- Home
- History
- United States
- Georgia's Lighthouses and Historic Coastal Sites
Georgia's Lighthouses and Historic Coastal Sites
- Availability: Confirm prior to ordering
- Branding: minimum 50 pieces (add’l costs below)
- Check Freight Rates (branded products only)
Branding Options (v), Availability & Lead Times
- 1-Color Imprint: $2.00 ea.
- Promo-Page Insert: $2.50 ea. (full-color printed, single-sided page)
- Belly-Band Wrap: $2.50 ea. (full-color printed)
- Set-Up Charge: $45 per decoration
- Availability: Product availability changes daily, so please confirm your quantity is available prior to placing an order.
- Branded Products: allow 10 business days from proof approval for production. Branding options may be limited or unavailable based on product design or cover artwork.
- Unbranded Products: allow 3-5 business days for shipping. All Unbranded items receive FREE ground shipping in the US. Inquire for international shipping.
- RETURNS/CANCELLATIONS: All orders, branded or unbranded, are NON-CANCELLABLE and NON-RETURNABLE once a purchase order has been received.
Product Details
Overview
Though the Georgia coast is a mere 110 miles long, a wealth of historic beauty—natural and manmade—lies between the Savannah and St. Mary's Rivers. The last-settled and poorest of the original thirteen colonies of the United States, Georgia is a unique combination of war-torn history and genteel character. Here you'll find stories of Civil War soldiers, pioneers and settlers, Native Americans, seafarers and pirates (including Blackbeard), and even a ghost or two.
Some of the places you'll visit:
- First Presbyterian Church, where smugglers hoisted a horse into the belfry to divert the townspeople's attention from their nefarious activities.
- St. Simons Lighthouse, one of America's oldest continuously working lighthouses and home to the ghost of keeper Frederick Osborne, whose footsteps can be heard in the tower at night.
- Jekyll Island Club, an elegant, posh retreat established in 1886 by some of the wealthiest families in America, including the Astors, Rockefellers, and Vanderbilts.
These and other lighthouses, plantations, churches, forts, and summer cottages of wealthy Northerners and Southerners alike stand as testaments to the rich and provocative history of this, the most Southern of Southern states. Each site is illustrated with a full color painting.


* _Required work_: Match the word "element". Return each line of the data below where it appears.

☆ ☆ ☆

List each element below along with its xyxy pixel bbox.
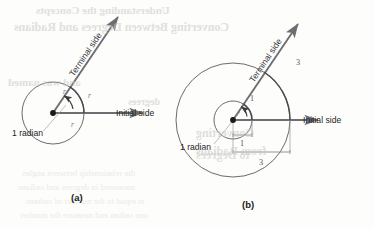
panel-b (176, 24, 318, 177)
panel-a (22, 17, 143, 144)
initial-side-label-b: Initial side (303, 115, 341, 125)
terminal-side-label-b: Terminal side (247, 36, 284, 84)
arc-label-a: r (88, 91, 91, 100)
figure-canvas: Terminal side Initial side 1 radian r r … (0, 0, 374, 229)
radius-label-a-2: r (71, 120, 74, 129)
inner-intercepted-arc-b (243, 104, 252, 120)
inner-arc-label-b: 1 (250, 94, 254, 103)
angle-arc-a (64, 96, 73, 109)
inner-radius-label-b: 1 (240, 139, 244, 148)
radius-label-a-1: r (63, 87, 66, 96)
angle-label-a: 1 radian (12, 128, 43, 138)
terminal-side-ray-a (53, 17, 118, 113)
radian-measure-figure: Understanding the ConceptsConverting Bet… (0, 0, 374, 229)
outer-arc-label-b: 3 (296, 58, 300, 67)
intercepted-arc-a (70, 87, 84, 113)
panel-caption-b: (b) (242, 199, 254, 210)
panel-caption-a: (a) (71, 192, 83, 203)
vertex-point-b (230, 117, 236, 123)
terminal-side-label-a: Terminal side (67, 30, 104, 78)
outer-radius-label-b: 3 (259, 158, 263, 167)
vertex-point-a (50, 110, 56, 116)
outer-intercepted-arc-b (264, 72, 290, 120)
angle-label-b: 1 radian (180, 142, 211, 152)
initial-side-label-a: Initial side (116, 108, 154, 118)
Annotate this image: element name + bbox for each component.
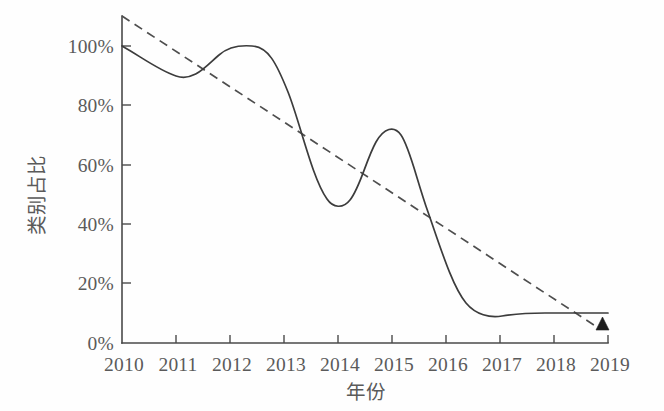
trend-arrowhead-icon: [596, 317, 609, 330]
line-chart-plot: 100% 80% 60% 40% 20% 0% 2010 2011 2012 2…: [0, 0, 664, 411]
y-tick-label-0: 0%: [88, 333, 114, 354]
y-axis-title: 类别占比: [27, 155, 48, 235]
y-tick-label-60: 60%: [78, 155, 114, 176]
y-tick-label-100: 100%: [68, 36, 114, 57]
axes-group: [122, 16, 608, 343]
x-tick-label-2011: 2011: [158, 354, 197, 375]
x-axis-title: 年份: [346, 382, 386, 403]
x-tick-label-2012: 2012: [212, 354, 252, 375]
x-tick-label-2018: 2018: [536, 354, 576, 375]
x-tick-label-2019: 2019: [590, 354, 630, 375]
y-tick-label-40: 40%: [78, 214, 114, 235]
y-tick-labels: 100% 80% 60% 40% 20% 0%: [68, 36, 114, 354]
x-tick-label-2013: 2013: [266, 354, 306, 375]
chart-container: 100% 80% 60% 40% 20% 0% 2010 2011 2012 2…: [0, 0, 664, 411]
x-tick-labels: 2010 2011 2012 2013 2014 2015 2016 2017 …: [104, 354, 630, 375]
x-tick-label-2010: 2010: [104, 354, 144, 375]
x-tick-label-2014: 2014: [320, 354, 360, 375]
x-tick-label-2017: 2017: [482, 354, 522, 375]
x-tick-label-2016: 2016: [428, 354, 468, 375]
y-tick-marks: [122, 46, 131, 283]
y-tick-label-20: 20%: [78, 273, 114, 294]
y-tick-label-80: 80%: [78, 95, 114, 116]
category-share-curve: [122, 46, 608, 317]
trend-line-dashed: [122, 16, 600, 329]
x-tick-label-2015: 2015: [374, 354, 414, 375]
x-tick-marks: [176, 335, 608, 343]
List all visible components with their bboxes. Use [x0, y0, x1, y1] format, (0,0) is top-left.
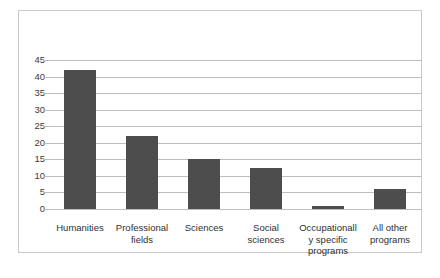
- x-axis-category-label: Humanities: [49, 222, 111, 234]
- chart-frame: 454035302520151050 HumanitiesProfessiona…: [18, 10, 422, 253]
- bar: [312, 206, 345, 209]
- bar: [126, 136, 159, 209]
- y-axis-tick-label: 30: [23, 105, 45, 115]
- bar: [188, 159, 221, 209]
- y-axis-tick-label: 5: [23, 188, 45, 198]
- y-axis-tick-label: 20: [23, 138, 45, 148]
- plot-area: [49, 11, 421, 254]
- y-axis-tick-label: 0: [23, 204, 45, 214]
- x-axis-category-label: Social sciences: [235, 222, 297, 245]
- x-axis-category-label: All other programs: [359, 222, 421, 245]
- y-axis-tick-label: 40: [23, 72, 45, 82]
- bar: [64, 70, 97, 209]
- y-axis: 454035302520151050: [19, 11, 45, 254]
- bar: [374, 189, 407, 209]
- bar: [250, 168, 283, 209]
- x-axis: HumanitiesProfessional fieldsSciencesSoc…: [49, 222, 421, 266]
- y-axis-tick-label: 25: [23, 121, 45, 131]
- chart-plot-wrapper: 454035302520151050 HumanitiesProfessiona…: [19, 11, 423, 254]
- y-axis-tick-label: 15: [23, 155, 45, 165]
- y-axis-tick-label: 45: [23, 55, 45, 65]
- y-axis-tick-label: 10: [23, 171, 45, 181]
- x-axis-category-label: Occupationally specific programs: [297, 222, 359, 257]
- x-axis-category-label: Sciences: [173, 222, 235, 234]
- x-axis-category-label: Professional fields: [111, 222, 173, 245]
- y-axis-tick-label: 35: [23, 88, 45, 98]
- bar-series: [49, 11, 421, 254]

☆ ☆ ☆

* _Response box_:
List each element below along with its xyxy pixel bbox.
Annotate this image: element name + bbox for each component.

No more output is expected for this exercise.